It seems remarkable that a company that employs more than 1.6m people worldwide has never in its 28 year history allowed a union to organise in its home base of America.
In a small way or a Smalls way, that changed today for Amazon, with a vote on union recognition at its warehouse known as JFK8 in the New York borough of Staten Island.
As Dave Lee reports, Chris Smalls, president of the Amazon Labor Union (ALU) there, had led a grassroots campaign that led to a decisive vote to create the first-ever union at an Amazon US facility. The final count was 2,654 votes to 2,131 in favour, with only a simple majority needed.
Separately, a rerun of an Amazon union vote at the BHM1 facility in Bessemer, Alabama, saw the organised labour effort there look set for defeat again, but by a narrower margin. The “No” vote had a lead of 993 to 875 at the conclusion of the count, although 416 challenged ballots could still sway the result.
Amazon is America’s second-largest private employer after Walmart and has said it feels unions are unnecessary and that its employees enjoy industry-leading pay and benefits. But it has seen its practices come under intense scrutiny, particularly with regard to the pace of work and other conditions.
The ALU, which is not backed by any larger union groups, sprang up in the wake of unrest around Amazon’s treatment of workers during the early days of the coronavirus pandemic. Smalls was dismissed by the company in March 2020 for what Amazon said was “violating social distancing guidelines and putting the safety of others at risk”.
Amazon’s treatment of him though has served to distance itself from its workforce in New York. Victory for the ALU today has a significance much greater than the size of the vote, raising awareness among company employees, putting Amazon on the back foot and galvanising the labour movement at large.
The Internet of (Five) Things
1. Abu Dhabi involved in spyware company
An Abu Dhabi state-owned investment company has been an investor in Israeli cyberweapon maker NSO Group since 2019, during which time NSO’s Pegasus spyware has been traced to the phones of journalists, human rights activists and the estranged wife of Dubai’s ruler. Mubadala Capital is one of the largest investors in the €1bn private equity fund that bought NSO three years ago.
2. Toshiba shares rise on Bain move
Shares in Toshiba rose by more than 6 per cent on Friday after Bain Capital secured the backing of the company’s largest shareholder and opened talks with other investors on a potential deal to take the 140-year-old Japanese conglomerate private. Lex says Bain has a good chance of engineering the drastic restructuring Toshiba has long needed.
3. Tower deal Down Under
Mobile tower deals are not confined to Europe. A consortium led by Australia’s biggest pension group and Singtel has agreed to buy the mobile towers business of investment bank Macquarie for A$3.58bn (US$2.68bn), reflecting the growing appetite among funds to acquire infrastructure through private market deals.
4. Musicians mine NFTs for profits
Universal and Sony are working with Bob Dylan to sell non-fungible tokens, Spotify has been drawing up plans to add blockchain technology and NFTs to its streaming service. Anna Nicolaou looks at how the music business is keen not to miss out on the latest online hit. Anna also has thoughts on why Netflix cancels so many shows.
5. Big Tech corners AI research
The industrialisation of AI offers great promise and some peril, writes John Thornhill. Private companies, not universities, are pioneering artificial intelligence research and reaping almost all the gains. Lex has been looking at the progress of natural language processing (NLP), where artificial intelligence meets linguistics.
Tech tools — OnePlus 10 Pro 5G
OnePlus introduced its latest flagship smartphone, the OnePlus 10 Pro5G, on Thursday and tried to give it a spectacular launch by sending it 38,000m into the stratosphere, tied to a weather balloon, so that its second generation Hasselblad camera could take the perfect shot of the horizon.
It will need more than that to stand out from a slew of flagship smartphones announced in the past few weeks, says Ben Wood, chief analyst with the research firm CCS Insight. “At £899 / €999 it is competitively priced . . . success will depend on how much OnePlus and its channel partners, notably Vodafone, are able to invest in marketing the device,” he said.
“Compared to the heady days of early OnePlus launches when its fans would be whipped up into a frenzy when a new phone arrived, this is a relatively muted affair. These days OnePlus has a far more mainstream offering that makes it harder to differentiate its phone from rivals.”
Other features include superfast charging and a 6.7in screen with a 120Hz refresh rate. The Verge already has a review and finds the camera lags behind the competition.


WHAT NEEDS TO BE DONE: Although the records contain pictures, print none of them; print exactly the lines from the one with "Parse this screenshot: output" through the last line.

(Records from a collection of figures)
>>

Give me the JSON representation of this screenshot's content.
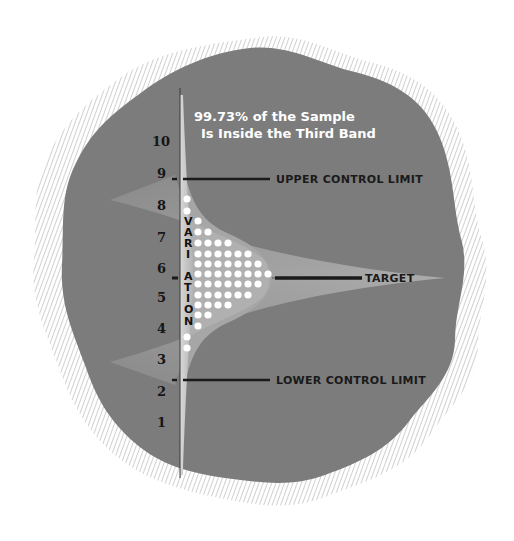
{
  "title": {
    "line1": "99.73% of the Sample",
    "line2": "Is Inside the Third Band"
  },
  "axis": {
    "label_letters": [
      "V",
      "A",
      "R",
      "I",
      "A",
      "T",
      "I",
      "O",
      "N"
    ],
    "ticks": [
      "10",
      "9",
      "8",
      "7",
      "6",
      "5",
      "4",
      "3",
      "2",
      "1"
    ]
  },
  "lines": {
    "upper": "UPPER CONTROL LIMIT",
    "target": "TARGET",
    "lower": "LOWER CONTROL LIMIT"
  },
  "colors": {
    "blob": "#7a7a7a",
    "band": "#a9a9a9",
    "inner_band": "#bcbcbc",
    "dot": "#ffffff",
    "line": "#1a1a1a",
    "hatch": "#bdbdbd"
  },
  "chart_data": {
    "type": "dot-histogram",
    "title": "99.73% of the Sample Is Inside the Third Band",
    "ylabel": "VARIATION",
    "y_ticks": [
      1,
      2,
      3,
      4,
      5,
      6,
      7,
      8,
      9,
      10
    ],
    "upper_control_limit": 8.8,
    "target": 5.6,
    "lower_control_limit": 2.4,
    "rows_top_to_bottom_dot_counts": [
      1,
      1,
      1,
      2,
      4,
      6,
      7,
      8,
      7,
      6,
      4,
      2,
      1,
      1,
      1
    ],
    "annotations": [
      "UPPER CONTROL LIMIT",
      "TARGET",
      "LOWER CONTROL LIMIT"
    ]
  }
}
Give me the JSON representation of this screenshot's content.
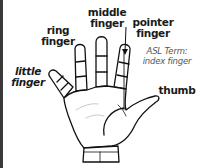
{
  "diagram": {
    "labels": {
      "middle": [
        "middle",
        "finger"
      ],
      "ring": [
        "ring",
        "finger"
      ],
      "pointer": [
        "pointer",
        "finger"
      ],
      "little": [
        "little",
        "finger"
      ],
      "thumb": "thumb",
      "asl_term": [
        "ASL Term:",
        "index finger"
      ]
    },
    "colors": {
      "line": "#111111",
      "text": "#1a1a1a",
      "note": "#555555",
      "border": "#3a3a3a"
    }
  }
}
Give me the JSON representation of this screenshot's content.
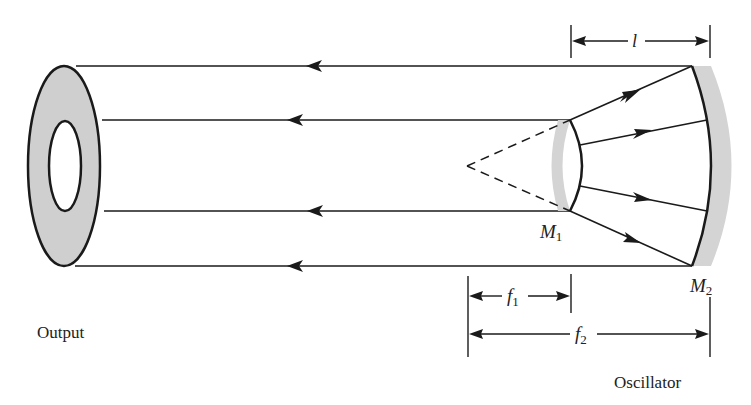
{
  "figure": {
    "labels": {
      "output": "Output",
      "oscillator": "Oscillator",
      "m1": "M",
      "m1_sub": "1",
      "m2": "M",
      "m2_sub": "2",
      "l": "l",
      "f1": "f",
      "f1_sub": "1",
      "f2": "f",
      "f2_sub": "2"
    },
    "colors": {
      "stroke": "#1a1a1a",
      "mirror_fill": "#d4d4d4",
      "annulus_fill": "#cfcfcf"
    }
  }
}
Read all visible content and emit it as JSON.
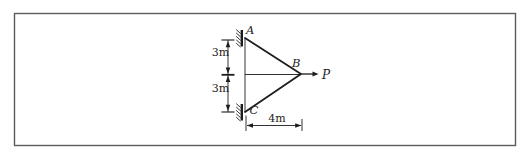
{
  "figure": {
    "kind": "statics-truss-diagram",
    "joints": {
      "top": "A",
      "right": "B",
      "bottom": "C"
    },
    "load_label": "P",
    "dimensions": {
      "upper_span": "3m",
      "lower_span": "3m",
      "base_span": "4m"
    },
    "colors": {
      "ink": "#1d1d1d",
      "frame_border": "#5c5c5c",
      "background": "#ffffff"
    }
  }
}
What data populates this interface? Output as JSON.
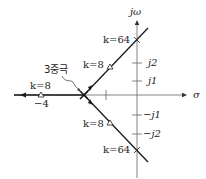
{
  "diagram": {
    "type": "root-locus",
    "axes": {
      "vertical_label": "jω",
      "horizontal_label": "σ"
    },
    "imag_ticks": [
      "j2",
      "j1",
      "−j1",
      "−j2"
    ],
    "real_ticks": [
      "−4"
    ],
    "annotations": {
      "triple_pole": "3중극",
      "k8_upper": "k=8",
      "k8_lower": "k=8",
      "k8_real": "k=8",
      "k64_upper": "k=64",
      "k64_lower": "k=64"
    },
    "colors": {
      "line": "#1a1a1a",
      "axis": "#555555",
      "text": "#222222"
    }
  }
}
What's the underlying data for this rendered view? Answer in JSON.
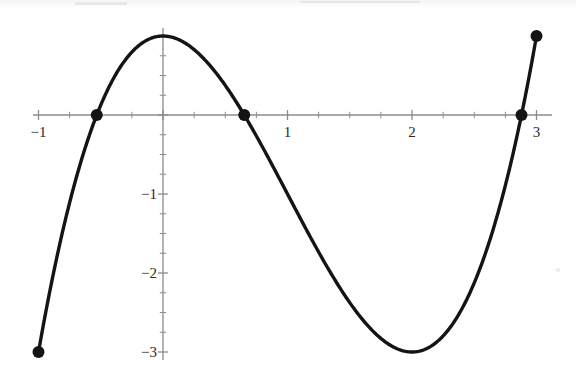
{
  "chart_data": {
    "type": "line",
    "title": "",
    "subtitle": "",
    "xlabel": "",
    "ylabel": "",
    "xlim": [
      -1.2,
      3.2
    ],
    "ylim": [
      -3.25,
      1.35
    ],
    "grid": false,
    "legend": null,
    "x_ticks": [
      {
        "value": -1,
        "label": "−1"
      },
      {
        "value": 0,
        "label": ""
      },
      {
        "value": 1,
        "label": "1"
      },
      {
        "value": 2,
        "label": "2"
      },
      {
        "value": 3,
        "label": "3"
      }
    ],
    "y_ticks": [
      {
        "value": -1,
        "label": "−1"
      },
      {
        "value": -2,
        "label": "−2"
      },
      {
        "value": -3,
        "label": "−3"
      }
    ],
    "x_minor_tick_step": 0.25,
    "y_minor_tick_step": 0.25,
    "series": [
      {
        "name": "cubic",
        "expression": "x^3 - 3x^2 + 1",
        "color": "#141414",
        "line_width": 3.4,
        "domain": [
          -1,
          3
        ],
        "x": [
          -1.0,
          -0.9,
          -0.8,
          -0.7,
          -0.6,
          -0.5,
          -0.4,
          -0.3,
          -0.2,
          -0.1,
          0.0,
          0.1,
          0.2,
          0.3,
          0.4,
          0.5,
          0.6,
          0.7,
          0.8,
          0.9,
          1.0,
          1.1,
          1.2,
          1.3,
          1.4,
          1.5,
          1.6,
          1.7,
          1.8,
          1.9,
          2.0,
          2.1,
          2.2,
          2.3,
          2.4,
          2.5,
          2.6,
          2.7,
          2.8,
          2.9,
          3.0
        ],
        "y": [
          -3.0,
          -2.159,
          -1.432,
          -0.813,
          -0.296,
          0.125,
          0.456,
          0.703,
          0.872,
          0.969,
          1.0,
          0.971,
          0.888,
          0.757,
          0.584,
          0.375,
          0.136,
          -0.127,
          -0.408,
          -0.701,
          -1.0,
          -1.299,
          -1.592,
          -1.873,
          -2.136,
          -2.375,
          -2.584,
          -2.757,
          -2.888,
          -2.971,
          -3.0,
          -2.969,
          -2.872,
          -2.703,
          -2.456,
          -2.125,
          -1.704,
          -1.187,
          -0.568,
          0.159,
          1.0
        ]
      }
    ],
    "markers": [
      {
        "name": "left-endpoint",
        "x": -1.0,
        "y": -3.0,
        "style": "filled-circle",
        "radius": 6
      },
      {
        "name": "root-left",
        "x": -0.5321,
        "y": 0.0,
        "style": "filled-circle",
        "radius": 6
      },
      {
        "name": "root-middle",
        "x": 0.6527,
        "y": 0.0,
        "style": "filled-circle",
        "radius": 6
      },
      {
        "name": "root-right",
        "x": 2.8794,
        "y": 0.0,
        "style": "filled-circle",
        "radius": 6
      },
      {
        "name": "right-endpoint",
        "x": 3.0,
        "y": 1.0,
        "style": "filled-circle",
        "radius": 6
      }
    ],
    "axis_color": "#8c8c8c",
    "curve_color": "#141414",
    "background_color": "#ffffff"
  }
}
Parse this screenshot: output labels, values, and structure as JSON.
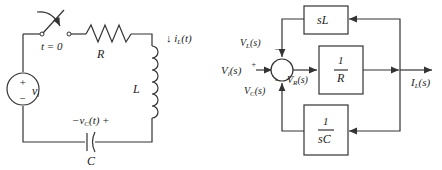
{
  "circuit": {
    "switch_label": "t = 0",
    "resistor_label": "R",
    "inductor_label": "L",
    "capacitor_label": "C",
    "source_label": "v",
    "source_sub": "i",
    "source_plus": "+",
    "source_minus": "−",
    "current_label": "↓ i",
    "current_sub": "L",
    "current_arg": "(t)",
    "cap_voltage_prefix": "−v",
    "cap_voltage_sub": "C",
    "cap_voltage_suffix": "(t) +"
  },
  "block_diagram": {
    "input_label": "V",
    "input_sub": "i",
    "input_arg": "(s)",
    "sum_plus": "+",
    "sum_minus_top": "−",
    "sum_minus_bottom": "−",
    "vl_label": "V",
    "vl_sub": "L",
    "vl_arg": "(s)",
    "vc_label": "V",
    "vc_sub": "C",
    "vc_arg": "(s)",
    "vr_label": "V",
    "vr_sub": "R",
    "vr_arg": "(s)",
    "block_sl": "sL",
    "block_r_num": "1",
    "block_r_den": "R",
    "block_sc_num": "1",
    "block_sc_den": "sC",
    "output_label": "I",
    "output_sub": "L",
    "output_arg": "(s)"
  }
}
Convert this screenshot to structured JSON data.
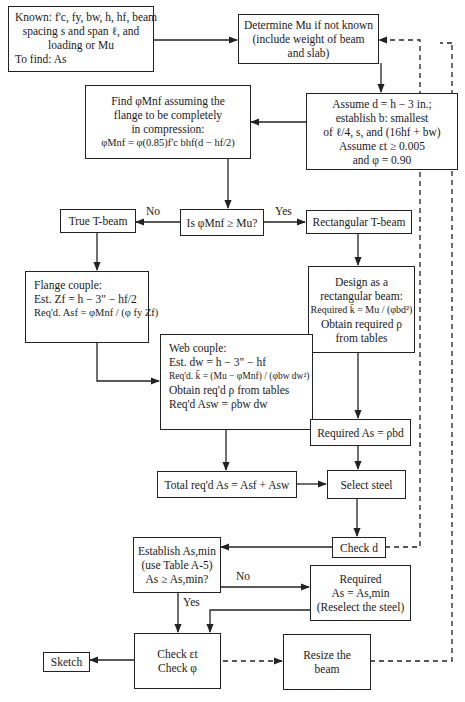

<<

ANSWER SPACE:
Parse this screenshot: output labels, values, and structure as JSON.
{
  "circuit": {
    "switch_label": "t = 0",
    "resistor_label": "R",
    "inductor_label": "L",
    "capacitor_label": "C",
    "source_label": "v",
    "source_sub": "i",
    "source_plus": "+",
    "source_minus": "−",
    "current_label": "↓ i",
    "current_sub": "L",
    "current_arg": "(t)",
    "cap_voltage_prefix": "−v",
    "cap_voltage_sub": "C",
    "cap_voltage_suffix": "(t) +"
  },
  "block_diagram": {
    "input_label": "V",
    "input_sub": "i",
    "input_arg": "(s)",
    "sum_plus": "+",
    "sum_minus_top": "−",
    "sum_minus_bottom": "−",
    "vl_label": "V",
    "vl_sub": "L",
    "vl_arg": "(s)",
    "vc_label": "V",
    "vc_sub": "C",
    "vc_arg": "(s)",
    "vr_label": "V",
    "vr_sub": "R",
    "vr_arg": "(s)",
    "block_sl": "sL",
    "block_r_num": "1",
    "block_r_den": "R",
    "block_sc_num": "1",
    "block_sc_den": "sC",
    "output_label": "I",
    "output_sub": "L",
    "output_arg": "(s)"
  }
}
Convert this screenshot to structured JSON data.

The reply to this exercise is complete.